Mineral owners and surface owners are not just names in a spreadsheet. They are connected to title evidence, legal descriptions, contact attempts, packets, ROW questions, lease decisions, and project timing.

What land teams need to track

  • Mineral owner names, entity context, addresses, and contact status.
  • Surface owner details, ROW status, access questions, and field notes.
  • Owner packets, document history, tract relationships, and follow-up tasks.
  • Unresolved title issues, stale contact data, and curative questions.

How landman AI helps

AI can extract owner names, identify repeated entities, summarize contact notes, group packet history, and point landmen to missing or conflicting context. The final interpretation still needs human review.

How Basinfoundry fits

Basinfoundry connects mineral owner research and surface owner context to leases, tracts, title risk, GIS, ROW, and project handoffs inside one landman operating system.

Questions this page answers

Why is owner research more than contact data?

Owner research includes entity context, title evidence, tract relationships, contact attempts, packet history, heirship questions, ROW status, and practical follow-up tasks.

Where does AI help with owners?

AI can group repeated owner names, summarize packet history, flag stale contact data, extract entity details, and point landmen toward missing evidence.

How should owner data connect to land work?

Owner context should live beside leases, title issues, GIS, surface questions, ROW status, and project actions so land teams can act from one record.

Why does owner history matter?

Contact attempts, packet delivery, heirship notes, surface conversations, and prior responses often explain why a tract is moving or stalled. That history belongs with the land record.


● TASK DESCRIPTION
Give back the entries exactly as they read, leaving each image out.

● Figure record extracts
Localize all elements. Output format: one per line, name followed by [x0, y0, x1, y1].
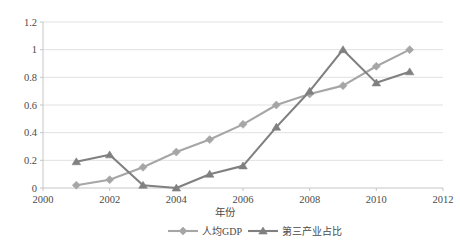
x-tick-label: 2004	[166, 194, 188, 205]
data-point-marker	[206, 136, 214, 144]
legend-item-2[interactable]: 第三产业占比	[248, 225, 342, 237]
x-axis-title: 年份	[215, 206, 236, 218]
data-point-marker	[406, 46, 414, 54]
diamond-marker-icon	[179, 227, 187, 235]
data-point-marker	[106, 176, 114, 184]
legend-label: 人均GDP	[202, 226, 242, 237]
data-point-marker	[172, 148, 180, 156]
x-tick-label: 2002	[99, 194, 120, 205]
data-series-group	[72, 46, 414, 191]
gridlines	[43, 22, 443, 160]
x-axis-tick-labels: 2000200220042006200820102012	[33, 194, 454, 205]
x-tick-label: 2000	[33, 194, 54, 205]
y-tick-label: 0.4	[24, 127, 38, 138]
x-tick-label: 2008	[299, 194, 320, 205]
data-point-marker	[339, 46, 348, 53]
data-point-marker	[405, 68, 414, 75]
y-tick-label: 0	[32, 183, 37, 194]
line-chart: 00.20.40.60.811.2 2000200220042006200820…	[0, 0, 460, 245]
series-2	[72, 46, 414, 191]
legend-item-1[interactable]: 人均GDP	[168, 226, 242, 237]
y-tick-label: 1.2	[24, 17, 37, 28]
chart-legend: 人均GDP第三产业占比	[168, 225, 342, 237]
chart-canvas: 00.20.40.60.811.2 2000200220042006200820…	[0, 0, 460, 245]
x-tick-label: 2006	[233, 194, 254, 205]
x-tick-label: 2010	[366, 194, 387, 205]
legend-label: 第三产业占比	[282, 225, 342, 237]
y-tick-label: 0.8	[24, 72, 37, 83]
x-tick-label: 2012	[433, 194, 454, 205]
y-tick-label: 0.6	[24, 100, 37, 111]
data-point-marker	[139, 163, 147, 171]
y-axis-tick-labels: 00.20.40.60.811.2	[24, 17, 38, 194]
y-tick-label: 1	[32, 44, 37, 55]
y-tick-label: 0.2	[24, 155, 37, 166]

● WRITTEN SOLUTION
Localize all elements. Output format: one per line, name followed by [x0, y0, x1, y1].
x-tick-label: 2004	[166, 194, 188, 205]
data-point-marker	[206, 136, 214, 144]
legend-item-2[interactable]: 第三产业占比	[248, 225, 342, 237]
x-axis-title: 年份	[215, 206, 236, 218]
data-point-marker	[406, 46, 414, 54]
diamond-marker-icon	[179, 227, 187, 235]
data-point-marker	[106, 176, 114, 184]
legend-label: 人均GDP	[202, 226, 242, 237]
data-point-marker	[172, 148, 180, 156]
x-tick-label: 2002	[99, 194, 120, 205]
data-series-group	[72, 46, 414, 191]
gridlines	[43, 22, 443, 160]
x-axis-tick-labels: 2000200220042006200820102012	[33, 194, 454, 205]
x-tick-label: 2000	[33, 194, 54, 205]
y-tick-label: 0.4	[24, 127, 38, 138]
x-tick-label: 2008	[299, 194, 320, 205]
data-point-marker	[339, 46, 348, 53]
data-point-marker	[405, 68, 414, 75]
y-tick-label: 0	[32, 183, 37, 194]
line-chart: 00.20.40.60.811.2 2000200220042006200820…	[0, 0, 460, 245]
series-2	[72, 46, 414, 191]
legend-item-1[interactable]: 人均GDP	[168, 226, 242, 237]
y-tick-label: 1.2	[24, 17, 37, 28]
chart-legend: 人均GDP第三产业占比	[168, 225, 342, 237]
chart-canvas: 00.20.40.60.811.2 2000200220042006200820…	[0, 0, 460, 245]
x-tick-label: 2006	[233, 194, 254, 205]
x-tick-label: 2010	[366, 194, 387, 205]
legend-label: 第三产业占比	[282, 225, 342, 237]
y-tick-label: 0.8	[24, 72, 37, 83]
x-tick-label: 2012	[433, 194, 454, 205]
y-tick-label: 0.6	[24, 100, 37, 111]
data-point-marker	[139, 163, 147, 171]
y-axis-tick-labels: 00.20.40.60.811.2	[24, 17, 38, 194]
y-tick-label: 1	[32, 44, 37, 55]
y-tick-label: 0.2	[24, 155, 37, 166]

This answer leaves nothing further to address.